While you can tweak many settings, three tuning steps are the most important for unlocking performance in an all-NVMe Ceph cluster:
- Disable CPU C-States: This is a BIOS/UEFI setting. Turning off power-saving C-states stops the CPU from going into sleep modes, which gets rid of the “wake-up” delay that hurts low-latency storage. This one change can give you a 10-20% performance boost.
- Disable IOMMU: In a trusted bare metal setup, the IOMMU (VT-d/AMD-Vi) adds an unnecessary address translation step to every I/O. Turning it off with a kernel boot setting can give you a substantial performance increase by reducing CPU work.
- Optimize OSDs-per-Drive Strategy: Deciding to run one or two OSDs per NVMe drive is a key trade-off. Use one OSD per drive for the best large-write speed and CPU efficiency. Use two OSDs per drive to drastically reduce 99% tail latency, which is critical for apps that need consistent, predictable response times.
How does network setup affect performance and recovery speed of all-NVMe Ceph clusters?
The network is the lifeblood of a Ceph cluster, and its importance in an all-NVMe setup can’t be overstated. A fast, low-latency network (25Gbps minimum, 100Gbps recommended for larger clusters) is essential for two reasons:
- Peak Performance: The speed of modern NVMe drives can easily overwhelm slower networks. A 10Gbps network, for example, can be completely used up by a single client, creating a hard limit on performance no matter how fast your drives are.
- Recovery Speed: This is the most critical part. When a drive or server fails, Ceph has to copy terabytes of data across the network to get back to full redundancy. The speed of this recovery is directly tied to your available network bandwidth. A slow network makes the recovery process much longer, leaving your cluster in a degraded and vulnerable state and increasing the risk of data loss from another failure. A faster network means a more resilient and reliable cluster.
When should I use erasure coding versus 3x replication on an all-NVMe cluster?
The choice between erasure coding (EC) and 3x replication on an all-NVMe cluster is a strategic one based on your workload and cost goals.
- Use 3x Replication for:
- Maximum Read Performance: If your main goal is the absolute highest read IOPS and lowest read latency, 3x replication is the way to go. This makes it perfect for latency-sensitive workloads like block storage for high-transaction databases. The 1 TiB/s benchmark was hit using 3x replication.
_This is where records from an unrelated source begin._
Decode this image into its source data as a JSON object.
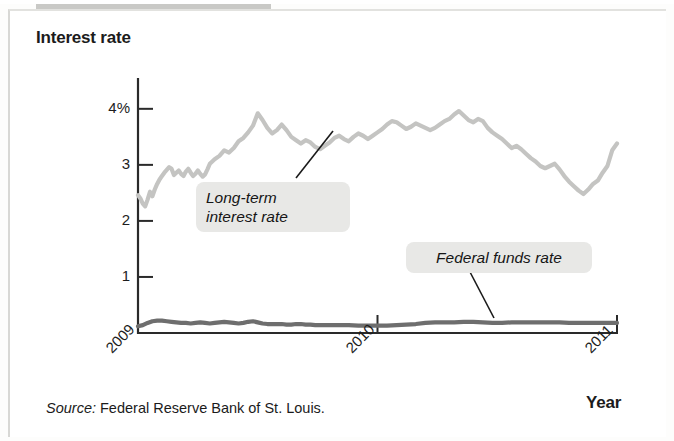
{
  "figure": {
    "source_prefix": "Source:",
    "source_text": " Federal Reserve Bank of St. Louis."
  },
  "chart_data": {
    "type": "line",
    "title": "",
    "ylabel": "Interest rate",
    "xlabel": "Year",
    "ylim": [
      0,
      4.55
    ],
    "xlim": [
      2009.0,
      2011.0
    ],
    "yticks": [
      1,
      2,
      3,
      4
    ],
    "ytick_labels": [
      "1",
      "2",
      "3",
      "4%"
    ],
    "xticks": [
      2009,
      2010,
      2011
    ],
    "xtick_labels": [
      "2009",
      "2010",
      "2011"
    ],
    "grid": false,
    "legend_position": "inline-callouts",
    "annotations": [
      {
        "name": "long-term-callout",
        "text": "Long-term\ninterest rate"
      },
      {
        "name": "federal-funds-callout",
        "text": "Federal funds rate"
      }
    ],
    "series": [
      {
        "name": "Long-term interest rate",
        "color": "#c4c4c2",
        "x": [
          2009.0,
          2009.01,
          2009.02,
          2009.03,
          2009.04,
          2009.05,
          2009.06,
          2009.07,
          2009.08,
          2009.09,
          2009.1,
          2009.11,
          2009.12,
          2009.13,
          2009.14,
          2009.15,
          2009.16,
          2009.17,
          2009.18,
          2009.19,
          2009.2,
          2009.21,
          2009.22,
          2009.23,
          2009.24,
          2009.25,
          2009.26,
          2009.27,
          2009.28,
          2009.29,
          2009.3,
          2009.32,
          2009.34,
          2009.36,
          2009.38,
          2009.4,
          2009.42,
          2009.44,
          2009.46,
          2009.48,
          2009.5,
          2009.52,
          2009.54,
          2009.56,
          2009.58,
          2009.6,
          2009.62,
          2009.64,
          2009.66,
          2009.68,
          2009.7,
          2009.72,
          2009.74,
          2009.76,
          2009.78,
          2009.8,
          2009.82,
          2009.84,
          2009.86,
          2009.88,
          2009.9,
          2009.92,
          2009.94,
          2009.96,
          2009.98,
          2010.0,
          2010.02,
          2010.04,
          2010.06,
          2010.08,
          2010.1,
          2010.12,
          2010.14,
          2010.16,
          2010.18,
          2010.2,
          2010.22,
          2010.24,
          2010.26,
          2010.28,
          2010.3,
          2010.32,
          2010.34,
          2010.36,
          2010.38,
          2010.4,
          2010.42,
          2010.44,
          2010.46,
          2010.48,
          2010.5,
          2010.52,
          2010.54,
          2010.56,
          2010.58,
          2010.6,
          2010.62,
          2010.64,
          2010.66,
          2010.68,
          2010.7,
          2010.72,
          2010.74,
          2010.76,
          2010.78,
          2010.8,
          2010.82,
          2010.84,
          2010.86,
          2010.88,
          2010.9,
          2010.92,
          2010.94,
          2010.96,
          2010.98,
          2011.0
        ],
        "y": [
          2.46,
          2.4,
          2.31,
          2.26,
          2.38,
          2.52,
          2.44,
          2.56,
          2.66,
          2.74,
          2.8,
          2.86,
          2.91,
          2.96,
          2.93,
          2.82,
          2.86,
          2.9,
          2.84,
          2.8,
          2.88,
          2.93,
          2.86,
          2.8,
          2.84,
          2.9,
          2.84,
          2.79,
          2.83,
          2.92,
          3.02,
          3.1,
          3.16,
          3.26,
          3.22,
          3.3,
          3.42,
          3.48,
          3.58,
          3.7,
          3.92,
          3.8,
          3.66,
          3.56,
          3.62,
          3.72,
          3.62,
          3.5,
          3.44,
          3.38,
          3.44,
          3.4,
          3.32,
          3.28,
          3.34,
          3.4,
          3.48,
          3.52,
          3.46,
          3.42,
          3.5,
          3.56,
          3.52,
          3.46,
          3.52,
          3.58,
          3.64,
          3.72,
          3.78,
          3.76,
          3.7,
          3.64,
          3.68,
          3.74,
          3.7,
          3.66,
          3.62,
          3.66,
          3.72,
          3.78,
          3.82,
          3.9,
          3.96,
          3.88,
          3.8,
          3.76,
          3.82,
          3.78,
          3.66,
          3.58,
          3.52,
          3.46,
          3.38,
          3.3,
          3.34,
          3.28,
          3.2,
          3.12,
          3.06,
          2.98,
          2.94,
          2.98,
          3.02,
          2.92,
          2.8,
          2.7,
          2.62,
          2.54,
          2.48,
          2.56,
          2.66,
          2.72,
          2.86,
          2.98,
          3.26,
          3.38
        ]
      },
      {
        "name": "Federal funds rate",
        "color": "#6e6e6e",
        "x": [
          2009.0,
          2009.02,
          2009.04,
          2009.06,
          2009.08,
          2009.1,
          2009.12,
          2009.14,
          2009.16,
          2009.18,
          2009.2,
          2009.22,
          2009.24,
          2009.26,
          2009.28,
          2009.3,
          2009.32,
          2009.34,
          2009.36,
          2009.38,
          2009.4,
          2009.42,
          2009.44,
          2009.46,
          2009.48,
          2009.5,
          2009.52,
          2009.54,
          2009.56,
          2009.58,
          2009.6,
          2009.62,
          2009.64,
          2009.66,
          2009.68,
          2009.7,
          2009.72,
          2009.74,
          2009.76,
          2009.78,
          2009.8,
          2009.84,
          2009.88,
          2009.92,
          2009.96,
          2010.0,
          2010.04,
          2010.08,
          2010.12,
          2010.16,
          2010.2,
          2010.24,
          2010.28,
          2010.32,
          2010.36,
          2010.4,
          2010.44,
          2010.48,
          2010.52,
          2010.56,
          2010.6,
          2010.64,
          2010.68,
          2010.72,
          2010.76,
          2010.8,
          2010.84,
          2010.88,
          2010.92,
          2010.96,
          2011.0
        ],
        "y": [
          0.12,
          0.14,
          0.18,
          0.21,
          0.22,
          0.22,
          0.21,
          0.2,
          0.19,
          0.18,
          0.18,
          0.17,
          0.18,
          0.19,
          0.18,
          0.17,
          0.18,
          0.19,
          0.2,
          0.19,
          0.18,
          0.17,
          0.18,
          0.2,
          0.21,
          0.19,
          0.17,
          0.16,
          0.16,
          0.16,
          0.16,
          0.15,
          0.15,
          0.16,
          0.16,
          0.15,
          0.15,
          0.14,
          0.14,
          0.14,
          0.14,
          0.14,
          0.14,
          0.13,
          0.13,
          0.13,
          0.13,
          0.14,
          0.15,
          0.16,
          0.18,
          0.19,
          0.19,
          0.19,
          0.2,
          0.2,
          0.19,
          0.18,
          0.18,
          0.19,
          0.19,
          0.19,
          0.19,
          0.19,
          0.19,
          0.18,
          0.18,
          0.18,
          0.18,
          0.18,
          0.18
        ]
      }
    ]
  }
}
- Simplicity: Replication is less work for the CPU than erasure coding.
- Use Erasure Coding (e.g., 4+2, 8+3) for:
- Storage Efficiency and Cost Savings: EC dramatically reduces storage overhead, which is the key to making large all-NVMe clusters affordable.
- High Write Throughput: It might seem backward, but at scale, EC can deliver higher write speeds than replication because writes are spread across many OSDs at the same time.
- Object Storage and Archives: It’s a great fit for large-scale object storage or file storage where capacity and cost-efficiency are the top priorities and slightly higher read latency is okay.
What is the most common mistake when deploying Ceph on NVMe?
The most common and damaging mistake is using consumer-grade hardware. This mistake shows up in two main ways:
- Consumer NVMe Drives: Using drives made for desktops or laptops is a recipe for disaster. These drives are missing essential enterprise features like power-loss protection capacitors (which risks data corruption) and have very low write endurance (DWPD), which causes them to wear out and fail early under Ceph’s constant I/O load.
- Under-provisioned Networking: Deploying an all-NVMe cluster on a 1GbE or even a 10GbE network. This creates an immediate and major performance bottleneck that stops the cluster from getting any of the benefits of the fast storage and critically slows down recovery operations, putting the cluster’s resilience at risk.
These hardware choices create fundamental limits and reliability risks that no amount of software tuning can fix. A successful all-NVMe Ceph deployment starts with a foundation of the right, enterprise-grade hardware.